For me it’s like a seed has been implanted in my cerebral cortex and starts sprouting. As it does it knocks into a lot of more settled thoughts which then have to move around to accommodate this upstart. As this happens some thoughts blend with the newer one and a synthesis occurs.
My thought du jour was yesterday’s title: We are either significant or insignificant together.
You might look at this and see it as either obvious or crazy. As it occurred to me, I thought, “I wonder where this is leading and whether or not it will hold weight in the end?”
As I stated yesterday, we are taught to compete, and the implications from this are many. First, our significance as humans becomes connected to our performance. If we win the gold medal, get the staring role, become the CEO, win the beauty contest or the [fill-in-the-blank] prize, then we are important, have value, and the rest. Come up a little short and we are losers destined to live insignificant lives.
Now the initial pushback is that our world would be worse off if there was no competition.
I agree it would be sad to not strive to do and be our best and there are many valuable lessons that come with competing with others. Where I have a problem is in the mindset that who we are, our significance as individuals, is tied to performance.
When we tie our significance to our performance then we are stuck with toxic side effects.
For example, let’s say we achieve any of the outstanding accomplishments listed above.
Wonderful.
Congratulations.
However, if the achievements cost you your marriage, family, self esteem, or health, then I question its worth.
People who strive for significance because they were taught that this was important at all costs will often cheat to win. This means they have believed a lie that others will never see past the fraud and, even worse, that they will be able to pretend for the rest of their lives that they are really good honest people.
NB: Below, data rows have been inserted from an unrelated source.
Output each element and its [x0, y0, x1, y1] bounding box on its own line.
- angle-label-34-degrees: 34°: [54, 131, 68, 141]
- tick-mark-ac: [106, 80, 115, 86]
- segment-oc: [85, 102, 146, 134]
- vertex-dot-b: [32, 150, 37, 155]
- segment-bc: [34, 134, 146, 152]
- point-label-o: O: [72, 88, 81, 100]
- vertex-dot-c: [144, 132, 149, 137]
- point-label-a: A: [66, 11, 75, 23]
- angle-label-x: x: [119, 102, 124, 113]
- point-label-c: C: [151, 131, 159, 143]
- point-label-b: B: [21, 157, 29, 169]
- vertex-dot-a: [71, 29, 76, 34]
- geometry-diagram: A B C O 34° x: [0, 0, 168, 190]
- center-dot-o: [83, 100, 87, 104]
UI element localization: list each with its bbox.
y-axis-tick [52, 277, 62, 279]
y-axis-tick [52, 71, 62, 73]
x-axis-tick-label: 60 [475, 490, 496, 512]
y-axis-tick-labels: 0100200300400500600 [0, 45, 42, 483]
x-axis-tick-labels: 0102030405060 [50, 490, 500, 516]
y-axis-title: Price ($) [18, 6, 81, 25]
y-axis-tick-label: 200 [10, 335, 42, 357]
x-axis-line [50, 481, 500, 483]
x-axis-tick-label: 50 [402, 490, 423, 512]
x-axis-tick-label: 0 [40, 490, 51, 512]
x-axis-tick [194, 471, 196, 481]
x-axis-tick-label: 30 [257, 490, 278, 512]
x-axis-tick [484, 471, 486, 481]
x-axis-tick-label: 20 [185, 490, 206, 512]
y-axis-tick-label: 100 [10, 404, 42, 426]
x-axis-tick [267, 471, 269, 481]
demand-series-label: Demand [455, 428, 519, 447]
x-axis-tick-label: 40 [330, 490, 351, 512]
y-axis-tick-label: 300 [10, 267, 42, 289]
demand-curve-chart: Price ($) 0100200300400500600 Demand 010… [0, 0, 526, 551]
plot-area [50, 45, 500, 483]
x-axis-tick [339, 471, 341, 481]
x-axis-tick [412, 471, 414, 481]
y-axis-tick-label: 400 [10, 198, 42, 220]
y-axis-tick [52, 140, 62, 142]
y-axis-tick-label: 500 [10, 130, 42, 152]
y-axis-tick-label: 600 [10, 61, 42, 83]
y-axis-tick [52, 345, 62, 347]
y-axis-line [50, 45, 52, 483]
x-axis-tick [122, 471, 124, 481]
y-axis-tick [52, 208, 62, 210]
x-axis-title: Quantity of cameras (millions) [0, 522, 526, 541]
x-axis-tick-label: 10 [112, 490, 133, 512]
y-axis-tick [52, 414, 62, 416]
Teaching children to love and respect others, meaning teaching them that they are connected to others as brothers and sisters, is important. Unfortunately , it also goes against the hyped consumer narrative children are exposed to through digital forms of entertainment. This means teaching this fundamental principle is an uphill battle.
But the problem isn’t only with children. It just starts there. We adults are also desensitized to caring about real flesh and blood humans to the extent we are tied into digital forms of convenience and entertainment.
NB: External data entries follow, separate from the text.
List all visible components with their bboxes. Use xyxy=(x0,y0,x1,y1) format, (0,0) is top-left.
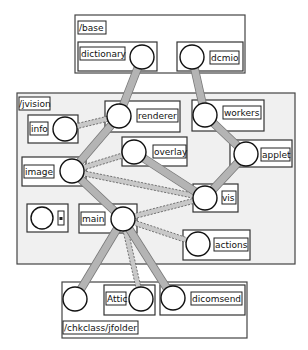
node-circle-actions[interactable] xyxy=(186,232,210,256)
node-label-workers: workers xyxy=(224,108,260,118)
node-label-dcmio: dcmio xyxy=(211,53,239,63)
node-label-applet: applet xyxy=(262,150,291,160)
node-circle-main[interactable] xyxy=(111,207,135,231)
node-circle-renderer[interactable] xyxy=(107,104,131,128)
node-label-main: main xyxy=(82,214,105,224)
node-circle-attic[interactable] xyxy=(129,287,153,311)
node-circle-image[interactable] xyxy=(60,159,84,183)
node-label-image: image xyxy=(25,167,53,177)
node-label-dicomsend: dicomsend xyxy=(192,294,241,304)
node-circle-vis[interactable] xyxy=(193,186,217,210)
node-label-attic: Attic xyxy=(107,294,128,304)
package-label-jvision: /jvision xyxy=(19,99,51,109)
package-label-base: /base xyxy=(79,23,104,33)
node-circle-overlay[interactable] xyxy=(122,140,146,164)
node-circle-dcmio[interactable] xyxy=(180,45,204,69)
dependency-diagram: /base dictionary dcmio /jvision info ren… xyxy=(0,0,308,350)
node-circle-unnamed[interactable] xyxy=(31,207,53,229)
node-circle-info[interactable] xyxy=(53,117,77,141)
node-label-info: info xyxy=(31,124,48,134)
package-label-chkclass: /chkclass/jfolder xyxy=(64,323,137,333)
node-label-vis: vis xyxy=(222,193,235,203)
node-circle-applet[interactable] xyxy=(234,142,258,166)
node-circle-dictionary[interactable] xyxy=(130,45,154,69)
node-label-dictionary: dictionary xyxy=(81,49,127,59)
node-label-actions: actions xyxy=(215,240,248,250)
node-circle-jfolder-root[interactable] xyxy=(63,287,87,311)
node-circle-dicomsend[interactable] xyxy=(161,286,185,310)
node-circle-workers[interactable] xyxy=(193,103,217,127)
unnamed-indicator-icon xyxy=(60,217,63,220)
node-label-overlay: overlay xyxy=(154,147,188,157)
node-label-renderer: renderer xyxy=(138,111,177,121)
Proof in point. It is very different to play a game of cards or dominos around a table with friends and to play the same games virtually over the Internet.
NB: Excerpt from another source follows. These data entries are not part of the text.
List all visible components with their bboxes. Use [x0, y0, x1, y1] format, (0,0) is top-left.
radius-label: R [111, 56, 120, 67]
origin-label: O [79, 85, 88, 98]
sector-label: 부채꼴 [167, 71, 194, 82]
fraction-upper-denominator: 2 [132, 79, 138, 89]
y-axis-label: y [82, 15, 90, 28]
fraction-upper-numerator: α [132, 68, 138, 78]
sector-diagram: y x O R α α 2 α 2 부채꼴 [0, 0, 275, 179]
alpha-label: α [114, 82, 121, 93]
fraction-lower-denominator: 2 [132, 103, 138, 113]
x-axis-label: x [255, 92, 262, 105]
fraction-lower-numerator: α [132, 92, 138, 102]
My personal take on why this is so is because it is much more immersive to interact with real people because the computing power of human brains interacting is way beyond what any current or future artificial intelligence algorithms will be able to provide.
What do you think?
In my opinion people who live mainly in the digital universe eventually lose their sense of reality, morality, and integrity because they become desensitized to what it means to be a human being created in the image of their Creator.